If a series about a cursed island causes you to roll your eyes, Katie Dippold’s Widow’s Bay will make you do an extreme rethink. It gives a fresh spark to familiar horror conventions and so, even as one recognises the slasher, the undead, or the deal with the devil, they arrive with an irresistible zing.

Widow’s Bay, an island 40 miles off the New England coast, has its share of eccentrics. The mayor, Tom Loftis (Matthew Rhys), a mainlander, who married an islander, wants to revitalise Widow’s Bay (that name should have told him something) and position it as an alternative to Martha’s Vineyard. To that end, he invites a journalist from The New York Times, Arthur Lloyd (Bashir Salahuddin), to write about Widow’s Bay.
In the first episode, we see Tom trying to ensure Arthur sees Widow’s Bay at its best, despite Wyck (Stephen Root), a local who believes in the town’s history, saying the coming fog signals all sorts of horrors. Tom is a widower, struggling to care for his rebellious teenage son, Evan (Kingston Rumi Southwick).
Widow’s Bay (English)
Creator: Katie Dippold
Cast: Matthew Rhys, Kate O’Flynn, Kevin Carroll, Dale Dickey, Kingston Rumi Southwick, Stephen Root
Runtime: 34 – 42 minutes
Storyline: The mayor of a quaint island off the coast of New England wants to make it the next Martha’s Vineyard; unfortunately, an ancient, evil presence has other ideas
Widow’s Bay has its share of quirky folk, starting with Mayor’s office staff, where Patricia (Kate O’Flynn), Tom’s assistant, Ruth (K Callan), Tom’s secretary, Rosemary (Dale Dickey); Dale (Jeff Hiller) and Gerrie (Nancy Lenehan), try to help but possibly do more harm than good.
Against all odds, including the creeping fog, and Wyck’s dire warnings, the article comes out, and Widow’s Bay is flooded with tourists. At about the same time, Tom begins to believe in the curse of Widow’s Bay and now races against time to protect the people while solving the dark mystery at its heart.

A still from ‘Widow’s Bay’ | Photo Credit: Apple TV
Each episode takes a genre convention — a haunted inn, the killer clown, the masked serial killer, Bluebeard, the sea hag, the wound that will not heal, or a cursed grimoire (a spell book) and presents it with a fresh, fun twist keeping one off-kilter. One is not sure if one should scream or snort with laughter.
The superb cast keeps us invested in the happenings. Rhys embodies Tom, who might not be the heroic leader he would like to be, but is a decent man trying to do the best for the town while also wishing to be the best father to Evan.
O’Flynn’s Patricia is wonderfully weird as she mixes the not-so-innocent punch at the Sunset Cocktails party, or deals with the hard-to-kill Boogeyman.
The music comfortably straddles the ominous and peppy, as does the cinematography, that creates frames of endless beauty where the placid blue-grey sea could well be hiding terrible secrets. There is a constant hide-and-seek between light and dark.

The writing is smart (”The runaway trolley is life and the lever is me”) with a touch of Tennessee Williams with “We live in a perpetually burning building and what we must save from it is love.”
Small-town vibes with a dash of Jaws (a fundamentally decent mayor with the town’s best interests at heart despite the killer shark or the demonic presence) come together in a show powered by a wonderfully off-kilter ensemble. With most of the mysteries solved, and a mind-bending twist, the season 2 renewal comes as excellent news.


- _TASK OBJECTIVE_
Scan the entries for "circuit". Every line that holds it is to be copied.

Figure record extracts
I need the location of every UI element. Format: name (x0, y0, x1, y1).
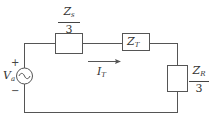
current-label: IT (97, 66, 106, 79)
impedance-zs-label: Zs 3 (58, 6, 80, 35)
impedance-zs-box (56, 34, 83, 54)
source-minus-sign: − (11, 86, 19, 96)
zs-denominator: 3 (66, 24, 73, 35)
circuit-wires (0, 0, 212, 124)
impedance-zt-label: ZT (127, 36, 139, 49)
circuit-diagram: Zs 3 ZT ZR 3 + − Va IT (0, 0, 212, 124)
zs-numerator: Zs (61, 6, 76, 21)
source-plus-sign: + (11, 58, 19, 68)
impedance-zr-box (168, 66, 188, 92)
zr-numerator: ZR (191, 65, 208, 80)
impedance-zr-label: ZR 3 (189, 65, 209, 94)
source-voltage-label: Va (3, 70, 15, 83)
zr-denominator: 3 (196, 83, 203, 94)
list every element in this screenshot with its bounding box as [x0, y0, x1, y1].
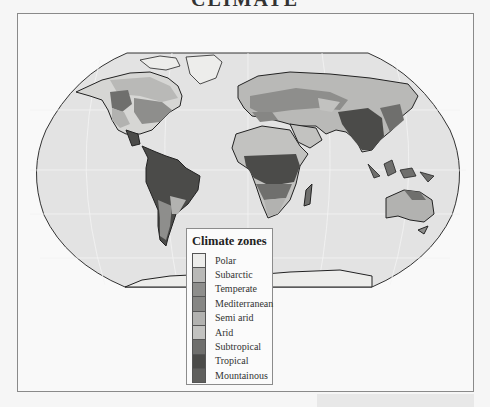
legend-item-arid: Arid [192, 325, 273, 339]
legend-item-semi-arid: Semi arid [192, 311, 273, 325]
swatch-temperate [192, 282, 206, 296]
legend: Climate zones Polar Subarctic Temperate … [186, 228, 273, 385]
legend-label: Subarctic [215, 269, 253, 280]
legend-title: Climate zones [192, 234, 267, 249]
legend-items: Polar Subarctic Temperate Mediterranean … [192, 253, 273, 383]
swatch-semi-arid [192, 311, 206, 325]
swatch-subarctic [192, 267, 206, 281]
swatch-polar [192, 253, 206, 267]
legend-label: Subtropical [215, 341, 261, 352]
legend-label: Semi arid [215, 312, 254, 323]
legend-label: Arid [215, 327, 233, 338]
swatch-mountainous [192, 368, 206, 382]
swatch-subtropical [192, 339, 206, 353]
legend-label: Mediterranean [215, 298, 273, 309]
swatch-arid [192, 325, 206, 339]
legend-label: Temperate [215, 283, 257, 294]
legend-item-subarctic: Subarctic [192, 267, 273, 281]
legend-item-tropical: Tropical [192, 354, 273, 368]
legend-label: Tropical [215, 355, 249, 366]
swatch-mediterranean [192, 296, 206, 310]
legend-item-mediterranean: Mediterranean [192, 296, 273, 310]
legend-item-temperate: Temperate [192, 282, 273, 296]
swatch-tropical [192, 354, 206, 368]
legend-label: Mountainous [215, 370, 268, 381]
legend-item-subtropical: Subtropical [192, 339, 273, 353]
legend-item-polar: Polar [192, 253, 273, 267]
legend-item-mountainous: Mountainous [192, 368, 273, 382]
legend-label: Polar [215, 255, 236, 266]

- _RESPONSE_
circuit-wires (0, 0, 212, 124)
circuit-diagram: Zs 3 ZT ZR 3 + − Va IT (0, 0, 212, 124)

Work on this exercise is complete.